Getting the top x is easy in MySQL - use the LIMIT clause, but mind that you provide an ORDER BY to make sure the limit is applied correctly.
It's not obvious, but there's some important information missing in the problem you're trying to solve. It becomes more noticeable when you think about realistic data going into this table. The problem is that you're unlikely to to have a consistent regular daily record of users' weights. So you need to clarify a couple of rules around determining 'current-weight' and 'weight x days ago'. I'm going to assume the following simplistic rules:
The most recent weight reading is the 'current-weight'. (Even though that could be months ago.)
The most recent weight reading more than x days ago will be the weight assumed at x days ago. (Even though for example a reading from 6 days ago would be more reliable than a reading from 21 days ago when determining weight 7 days ago.)
Now to answer the questions:
1&2: Using the above extra rules provides an opportunity to produce two result sets: current weights, and previous weights:
Current weights:
select rd.*,
w.Weight
from (
select User_id,
max(Created_at) AS Read_date
from Foodbar
group by User_id
) rd
inner join Foodbar w on
w.User_id = rd.User_id
and w.Created_at = rd.Read_date
Similarly for the x days ago reading:
select rd.*,
w.Weight
from (
select User_id,
max(Created_at) AS Read_date
from Foodbar
where Created_at < DATEADD(dd, -7, GETDATE()) /*Or appropriate MySql equivalent*/
group by User_id
) rd
inner join Foodbar w on
w.User_id = rd.User_id
and w.Created_at = rd.Read_date
Now simply join these results as subqueries
select cur.User_id,
cur.Weight as Cur_weight,
prev.Weight as Prev_weight
cur.Weight - prev.Weight as Weight_change
from (
/*Insert query #1 here*/
) cur
inner join (
/*Insert query #2 here*/
) prev on
prev.User_id = cur.User_id
If I remember correctly the MySql syntax to get the top N weight gains would be to simply add:
ORDER BY cur.Weight - prev.Weight DESC limit N
2&3: Choosing indexes requires a little understanding of how the query optimiser will process the query:
The important thing when it comes to index selection is what columns you are filtering by or joining on. The optimiser will use the index if it is determined to be selective enough (note that sometimes your filters have to be extremely selective returning < 1% of data to be considered useful). There's always a trade of between slow disk seek times of navigating indexes and simply processing all the data in memory.
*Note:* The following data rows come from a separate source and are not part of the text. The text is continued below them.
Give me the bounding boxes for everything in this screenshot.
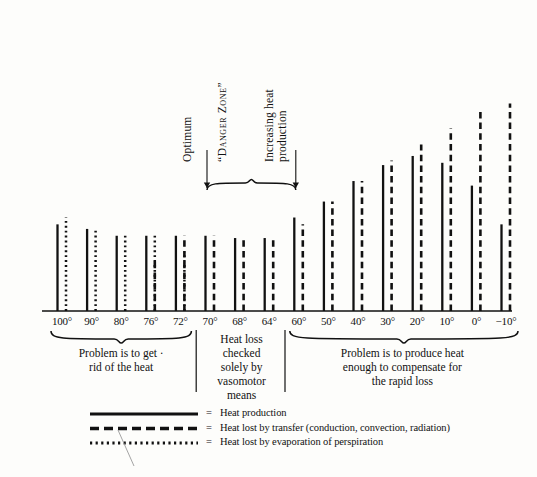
annotation-increasing-heat-line1: Increasing heat [263,89,275,162]
region-caption-cold: Problem is to produce heatenough to comp… [341,346,464,388]
caption-line: the rapid loss [341,374,464,388]
x-tick-label: 90° [84,315,99,327]
caption-line: rid of the heat [79,360,164,374]
x-tick-label: −10° [496,315,517,327]
annotation-increasing-heat-line2: production [276,110,288,162]
legend-equals: = [206,422,212,433]
x-tick-label: 80° [114,315,129,327]
legend-label: Heat lost by evaporation of perspiration [220,436,383,447]
x-tick-label: 76° [143,315,158,327]
caption-line: vasomotor [217,374,266,388]
x-tick-label: 50° [321,315,336,327]
x-tick-label: 64° [262,315,277,327]
x-tick-label: 72° [173,315,188,327]
caption-line: means [217,388,266,402]
annotation-danger-zone: “Danger Zone” [216,82,228,162]
caption-line: Problem is to get · [79,346,164,360]
region-caption-warm: Problem is to get ·rid of the heat [79,346,164,374]
x-tick-label: 10° [439,315,454,327]
x-tick-label: 0° [472,315,482,327]
caption-line: solely by [217,360,266,374]
x-tick-label: 70° [203,315,218,327]
x-tick-label: 68° [232,315,247,327]
chart-artwork [0,0,537,477]
region-caption-neutral: Heat losscheckedsolely byvasomotormeans [217,332,266,402]
caption-line: Heat loss [217,332,266,346]
annotation-optimum: Optimum [181,117,193,163]
x-tick-label: 40° [351,315,366,327]
legend-equals: = [206,436,212,447]
legend-label: Heat lost by transfer (conduction, conve… [220,422,450,433]
caption-line: Problem is to produce heat [341,346,464,360]
x-tick-label: 60° [291,315,306,327]
figure-root: Optimum “Danger Zone” Increasing heat pr… [0,0,537,477]
legend-equals: = [206,407,212,418]
x-tick-label: 30° [380,315,395,327]
legend-label: Heat production [220,407,286,418]
caption-line: enough to compensate for [341,360,464,374]
x-tick-label: 100° [52,315,72,327]
caption-line: checked [217,346,266,360]
x-tick-label: 20° [410,315,425,327]
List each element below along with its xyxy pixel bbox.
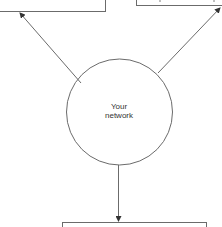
label-line-1: Your [79,102,159,111]
arrow-to-right-box [158,8,220,73]
arrow-to-left-box [20,13,81,83]
your-network-label: Your network [79,102,159,120]
diagram-canvas: Your network [0,0,222,227]
label-line-2: network [79,111,159,120]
3: Although weights feature significantly in what you display, the only relevance is in terms of filtering (or selection) is in #2 to get the top N weight gains. This is a complex calculation based on a number of queries and a lot of processing that has gone before; so Weight will provide zero benefit as an index.
Another note is that even for #2 you have to calculate the weight change of all users in order to determine the which have gained the most. Therefore unless you have a very large number of readings per user you will read most of the table. (I.e. a table scan will be used to obtain the bulk of the data)
Where indexes can benefit:
You are trying to identify specific Foodbar rows based on User_id and Created_at.
You are also joining back to the Foodbar table again using User_id and Created_at.
This implies an index on User_id, Created__at would be useful (more-so if this is the clustered index).
4: No, unfortunately it is mathematically impossible to determine how the individual values H and W would independently determine the ordering of the product. E.g. both H=3 & W=3 are less than 5, yet if H=5 and W=1 then the product 3*3 is greater than 5*1.
You would have to actually store the calculation an index on that additional column. However, as indicated in my answer to #3 above, it is still unlikely to prove beneficial.